When We’re Sick & Tired

By Cynthia Armstrong

Today I wanna talk about when we as parents are sick and tired. Sometimes in life we end up without sleep, as we're carrying for infants or elderly or just because we end up sick, we get colds, we get flu’s, we get those things. Being parents does not exempt us from being sick or from being tired. So how can we continue to do what is beneficial for our children?

And here's the thing for many, many people even across the world being sick and tired is an excuse to be impatient, to be short-tempered, to be annoyed and the thing is that is just a program the brain has acquired. From the time babies, from the time they were infants, babies and toddlers were told that they're fuzzy, they're grumpy and they must need a nap. This is from way young, this is what we were trained and what we train our children as. This is not a 100% universal, but it is a very big one out there.

 That if we are tired, then we kind of know we're going to be short tempered. And it's true if we're sick and if we're tired that our brain does not function at its best, and we might make errors in writing. I know from myself saying words incorrectly like I'll say a word that makes no sense in a sentence. This is a thing that could really truly happen because our brain is dealing with a lot, but the choice to be irritated, to be short tempered, to be those things is just that a choice. Maybe I will continue down my journey. I'll find there's even a way not to make those I’m sick, I’m tired, and mistakes, that lack of focus, the incorrect word, somethings like that.

The choice to be that grumpy parent or that annoyed parent, I have worked on and have figured out that it is just a program because when my children come when I am sick or I am really tired and get irritated. I know that I'm telling myself stories that lead to those feelings. How am I supposed to deal with this? We ask ourselves questions and tell ourselves stories that lead to those feelings, and those stories that I was telling myself lead to those internal friction or on that internal battle. Let's express that grumpiness and that irritation, and what I'm about to tell you works if you're angry or grumpy or any of those things in any situation.

The situation I'm talking about right now just happens to be, tired or illness or those things that we might feel a little worn down physically. But just like I tell my students in class or my own children when they were younger, anger is allowed it's an emotion, it's okay to have all of our emotions. What’s less beneficial could be how we choose to act on it.
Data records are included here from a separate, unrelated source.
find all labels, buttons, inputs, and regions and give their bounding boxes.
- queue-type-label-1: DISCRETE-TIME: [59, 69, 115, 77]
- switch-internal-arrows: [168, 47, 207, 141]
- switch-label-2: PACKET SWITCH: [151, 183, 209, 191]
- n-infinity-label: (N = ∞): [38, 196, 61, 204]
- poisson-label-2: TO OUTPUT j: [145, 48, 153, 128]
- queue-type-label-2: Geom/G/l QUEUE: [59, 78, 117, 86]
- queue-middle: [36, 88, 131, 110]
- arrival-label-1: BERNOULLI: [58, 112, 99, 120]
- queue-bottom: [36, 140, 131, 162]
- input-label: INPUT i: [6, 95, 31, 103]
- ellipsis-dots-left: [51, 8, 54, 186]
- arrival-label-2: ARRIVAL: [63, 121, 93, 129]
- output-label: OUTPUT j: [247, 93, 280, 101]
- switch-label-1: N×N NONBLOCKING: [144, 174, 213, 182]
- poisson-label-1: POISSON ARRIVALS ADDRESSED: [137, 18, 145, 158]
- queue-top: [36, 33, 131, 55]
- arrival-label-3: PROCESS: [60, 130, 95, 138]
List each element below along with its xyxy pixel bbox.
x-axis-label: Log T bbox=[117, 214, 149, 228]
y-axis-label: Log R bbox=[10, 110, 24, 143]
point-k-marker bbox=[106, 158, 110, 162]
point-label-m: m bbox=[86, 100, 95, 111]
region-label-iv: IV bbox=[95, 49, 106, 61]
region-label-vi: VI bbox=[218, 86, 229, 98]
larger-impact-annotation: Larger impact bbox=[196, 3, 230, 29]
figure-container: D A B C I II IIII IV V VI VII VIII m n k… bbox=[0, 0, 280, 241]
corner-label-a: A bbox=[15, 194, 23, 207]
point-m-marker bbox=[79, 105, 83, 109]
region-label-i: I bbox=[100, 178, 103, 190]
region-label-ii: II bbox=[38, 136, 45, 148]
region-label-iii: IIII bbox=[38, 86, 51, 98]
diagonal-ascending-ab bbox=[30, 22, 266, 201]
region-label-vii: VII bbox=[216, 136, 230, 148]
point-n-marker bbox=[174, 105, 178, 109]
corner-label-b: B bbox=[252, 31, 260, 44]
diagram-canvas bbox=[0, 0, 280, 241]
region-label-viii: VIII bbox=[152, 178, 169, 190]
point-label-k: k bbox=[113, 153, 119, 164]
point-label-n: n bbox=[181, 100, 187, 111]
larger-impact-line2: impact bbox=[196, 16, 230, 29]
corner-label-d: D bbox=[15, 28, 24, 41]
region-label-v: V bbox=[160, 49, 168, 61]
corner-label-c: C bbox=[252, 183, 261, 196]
So if we take that anger, that frustration, if we take that tired in and we're battling with it, then we've created that friction and that energy to doubt them. That's what I've been told all my life, that's how I react to these feelings.

But if instead we just accept those feelings in, those feelings are part of who I am. Why am I? I am not grumpy right now. I am feeling that grumpiness, that irritation, but that's not who I am. It's just a part of what I'm experiencing. Then I can more easily, just allow that to sit with me but not respond externally to it. Yeah, I am feeling a little worn down from an illness. Whatever I've experienced staying all night with my father in the emergency room or with my infant child who is sick or any of those things. Just in my head things are going on at work or in this family situation and that's why I couldn't sleep.

 It doesn't matter what the reason is, it is how we will deal it with acceptance. and just say this is something I'm experiencing right now or if it's that external. I felt this way then loud to be irritated, I'm allowed to react these ways because that's what's acceptable. And I just have it as an adult to overcome that programming. And again, I know it's not 100% universal that there are people who could be extremely tired and still keep their emotions as part of the experience rather than as a place for reaction. But I know for me at one point in my life and for others that this is a real challenge especially when it is a long term thing if we have a colicky baby, then they might be colicky for months or a year or 2, or things like that kind of, with that constant date of not quite enough rest, but then I can't just look at those emotions allow them to do it and don't fight them. It's the fighting the emotions and the acceptance of emotions is how we are expected to react that creates that struggle. So remember children are great by their very nature and we have that privilege and that opportunity and responsibility to raise them.